2012-08-24

OSGi deployment made easy with FAB

If I had a dollar each time people had a challenge with OSGi deployments ... I could solve the finance crisis in Europe. Okay I am of course exaggerating; but there is a grain of truth in there ;)

So if you are a developer who wants to be productive, and be able to go home on time, and drink beer with your friends, play sports, and generally have fun and be happy ... then read on.

So to understand what FAB is and why it can make your life easier, then I refer you to the following material.

A FAB (Fuse Bundles) is basically a new way of deploying applications into an OSGi container that can make your life a whole lot easier. This technology has been developed by my engineering colleagues at FuseSource and is open sourced at Github, (ASL 2.0 licensed)

Fintan Bolton and his video team have created 2 new excellent introduction videos about FAB.
To go along the videos we have documentation at the Fuse Fabric website. I encourage you to read the material, as its in the minds of James Strachan, who is a driving force behind FAB.
FAB comes out of the box in the new Fuse ESB Enterprise product, however as FAB is open source and freely available, you can use it in general purpose containers such as Apache ServiceMix or Apache Karaf. 

At github there is a number of examples with full source code, that is also provided out of the box with the Fuse ESB Enterprise product. 


2012-08-20

Introduction to Fuse ESB Enterprise Video

We at FuseSource have created a 5 minute video that shows a rundown of some of the highlights of the new Fuse ESB Enterprise release.


The video can be freely played from vimeo (no registration etc.) and last 5 minutes.
You can also find material about Fuse ESB Enterprise on the FuseSource website.

2012-08-17

Olympics Image Loader powered by Apache Camel

I have been on vacation for 3 weeks during the Olympics. So I missed most of it. Just got back in time for the finals of the football and basketball games on the last days. My vacation was really off the beaten track with no wifi or TVs. Just old fashioned relaxation and books.

In the mean time Bilgin Ibryam, from the Camel team, has been following the olympics. He created a little web application that displayed images related to the olympic games. He wrote a great blog post where he taks through how he did that. Its well worth a read.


■ WHAT THIS TASK INVOLVES
Sort through the material below and copy each line with "maze".

━━ DATA UNDER STUDY

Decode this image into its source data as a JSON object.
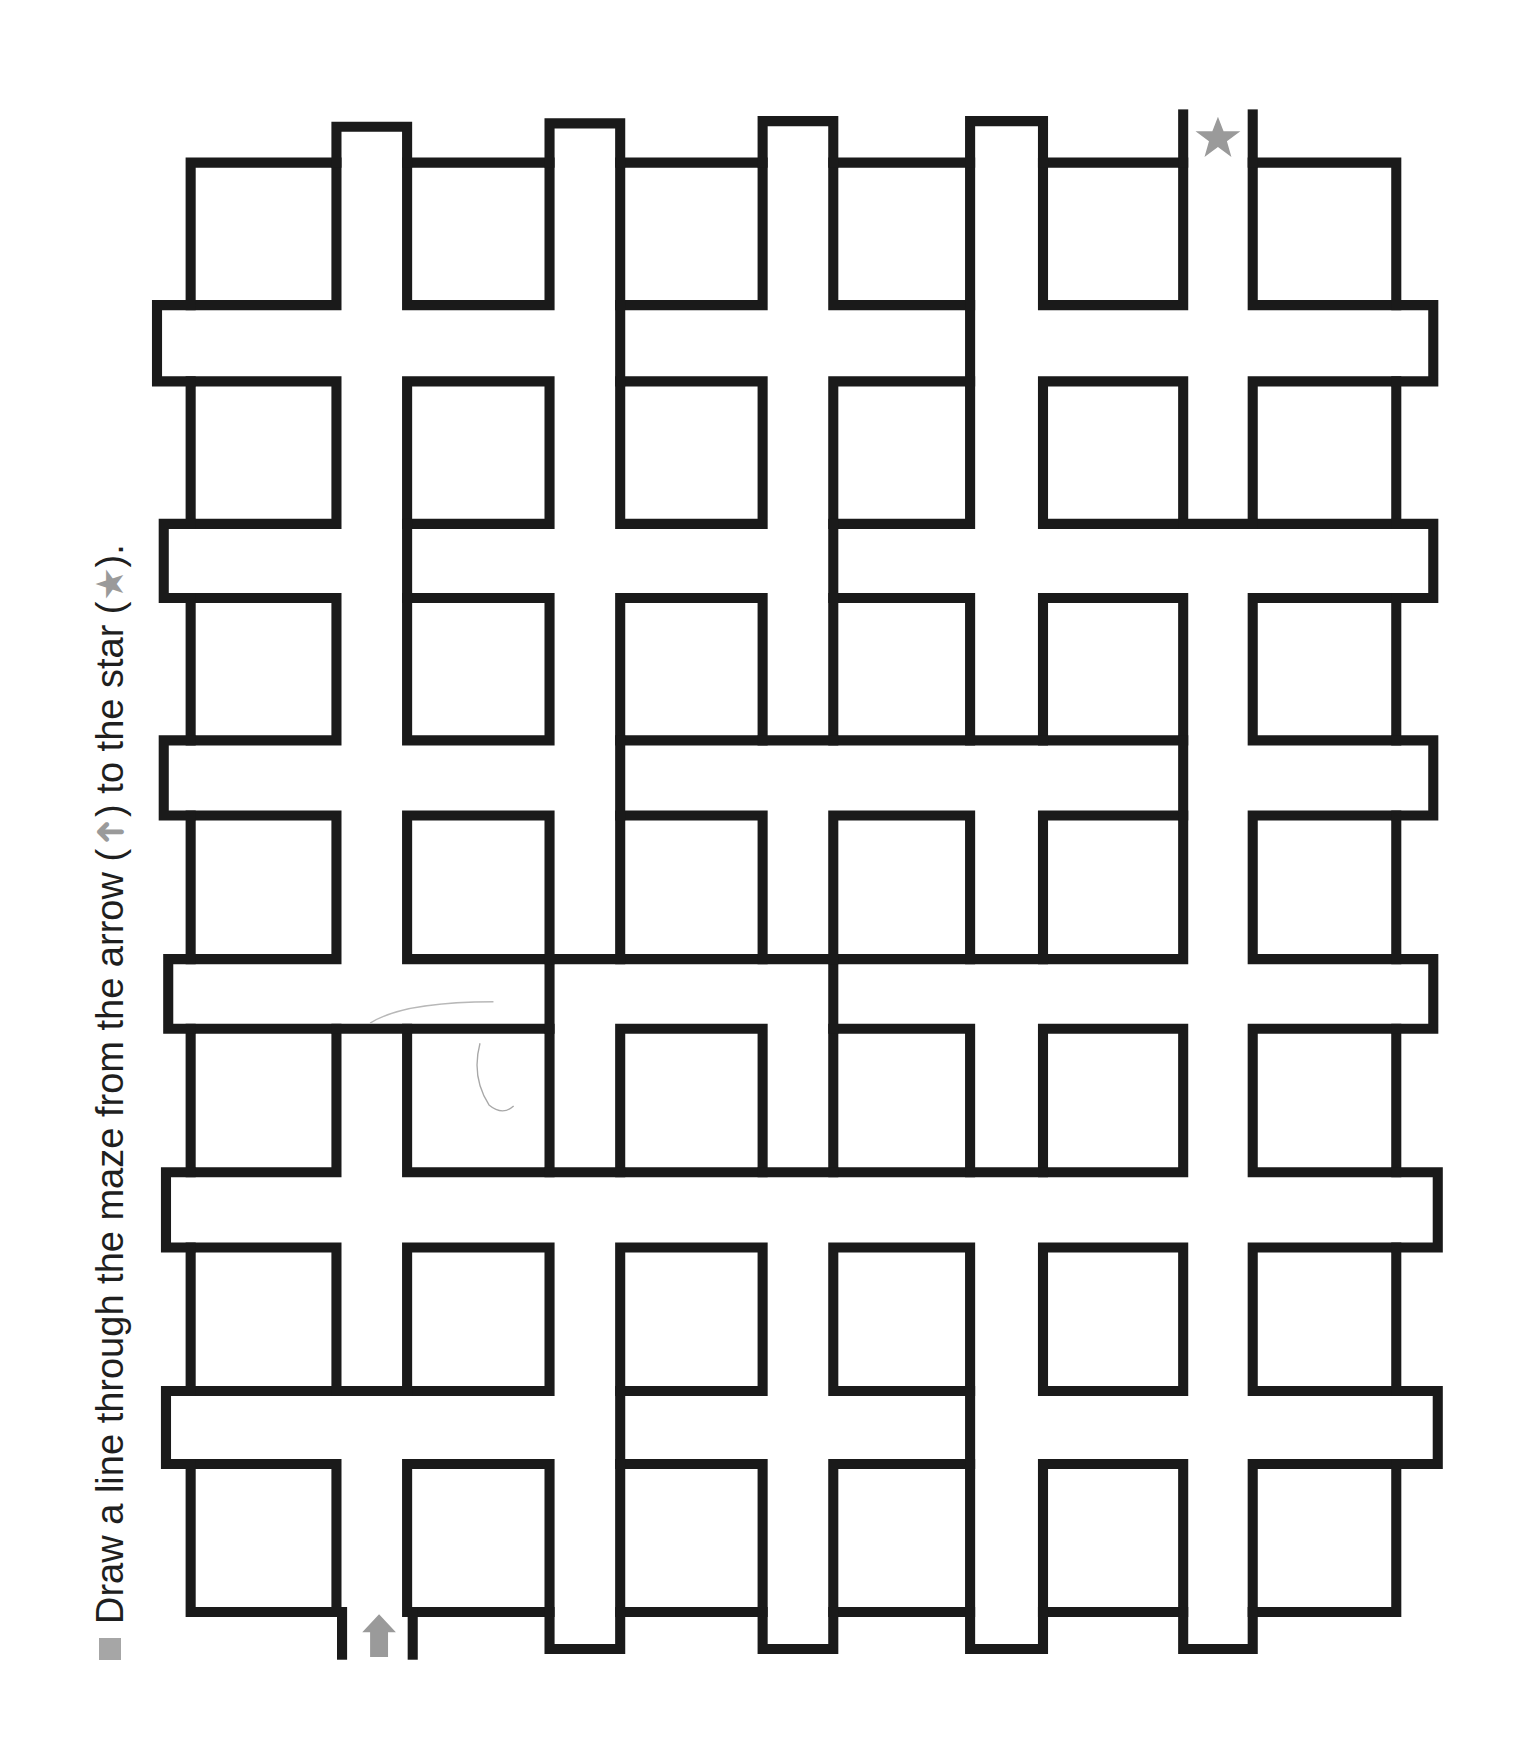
{
  "instruction": {
    "prefix": "Draw a line through the maze from the arrow (",
    "arrow_glyph": "➜",
    "middle": ") to the star (",
    "star_glyph": "★",
    "suffix": ")."
  },
  "maze": {
    "start_marker": "arrow-up",
    "end_marker": "star",
    "marker_color": "#9a9a9a",
    "wall_color": "#1a1a1a",
    "columns": 6,
    "rows": 7,
    "col_x": [
      [
        170,
        300
      ],
      [
        363,
        490
      ],
      [
        553,
        680
      ],
      [
        743,
        865
      ],
      [
        930,
        1055
      ],
      [
        1117,
        1245
      ]
    ],
    "row_y": [
      [
        145,
        272
      ],
      [
        340,
        467
      ],
      [
        533,
        660
      ],
      [
        727,
        855
      ],
      [
        917,
        1045
      ],
      [
        1112,
        1240
      ],
      [
        1305,
        1437
      ]
    ]
  }
}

━━━━

■ ANSWER TO THIS TASK
    "prefix": "Draw a line through the maze from the arrow (",
  "maze": {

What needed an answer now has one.